The man on the floor of the hallway looked up at him and sighed. “No. I’m fine. But why does this glass never break?”
The other man took a moment to look at the window. He went over to it and touched it, examined it like a gynecologist or architect. “It’s designed not to break. But I don’t know why. You would think people would want it to break… You know, in case of a fire or something. It might even be bulletproof considering the thickness of it.”
The man in the suit knelt beside the man on the floor, smiling like an idiot, still smacking his gum. “If you’re trying to do yourself in,” he said in a whisper. “Why don’t you just go up to the roof and jump from there.”
“I’m not trying to do myself in,” the man on the floor protested. “I just want to get out of here. It’s awful.”
The other man stood back up and looked down at the man on the floor. “You mean you just want to get out of here? Out of the building?”
The man on the floor propped himself up on his elbows. “I suppose that’s right. I hate it here. The job is awful. The people are awful. Everything is awful.”
“That’s why they call it work. It’s not meant to be pleasurable.”
“You seem happy enough.”
“I’m not, though. I’m just pretending like everyone else does. No one is happy in this glass cage doing the bidding of the gods that aren’t even gods. But we do it anyways. That’s just life, friend.”
“It’s not a life I want,” the man on the floor insisted. “I just ended up here… And I don’t even know how I let it happen.”
“That’s right. It’s designed to work this way,” the man in the suit said as if he knew everything about life and perhaps designed it all himself. “We’ve been conditioned to it for eons. There’s no escape. All you can do is just get through it.”
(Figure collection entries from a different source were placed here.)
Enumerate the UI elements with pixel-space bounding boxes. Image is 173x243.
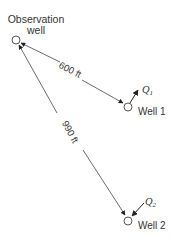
q1-label: Q1 (142, 84, 153, 97)
observation-well-circle-icon (12, 36, 20, 44)
distance-arrow-segment-d (83, 150, 125, 215)
distance-arrow-segment-b (82, 80, 123, 103)
distance-600-label: 600 ft (57, 59, 83, 80)
q2-label: Q2 (145, 196, 157, 209)
well-1: Q1 Well 1 (124, 84, 166, 117)
q2-recharge-arrow-icon (132, 203, 144, 216)
distance-990-label: 990 ft (60, 119, 81, 145)
well1-circle-icon (124, 103, 132, 111)
well-2: Q2 Well 2 (124, 196, 166, 231)
well2-circle-icon (124, 217, 132, 225)
well1-label: Well 1 (138, 106, 166, 117)
distance-arrow-segment-c (19, 45, 57, 113)
q1-discharge-arrow-icon (130, 90, 138, 103)
observation-well-label-line2: well (26, 24, 45, 36)
well-diagram: Observation well 600 ft 990 ft Q1 Well 1… (0, 0, 173, 243)
well2-label: Well 2 (138, 220, 166, 231)
distance-line-well1: 600 ft (21, 43, 123, 103)
observation-well: Observation well (8, 13, 65, 44)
Then he reached out a clean and perfectly manicured hand toward the man on the floor and helped him to his feet. They looked at each other. “I have to get back to work,” the man in the suit quickly made clear, and he turned his head and looked at a large brown door. “In there. I hope you have a better day, friend.” He smiled and went through the large brown door. It closed with a heavy click. The hall was silent and lonely again.
The other man, the one who had tried to jump out the unbreakable window, slowly walked back to the far end of the hall where the elevators and the entrance to his office were. As he walked, he reflected on his entire existence. It went quickly. He was terribly bothered by that. He was bothered by the insignificance of it all.
When he got to the opposite end, he took a deep breath, turned, and ran down the hall toward the same window again. This time the glass shattered when he struck it, and he flew like a magical bird for just a few euphoric moments before hitting the sidewalk and breaking for good.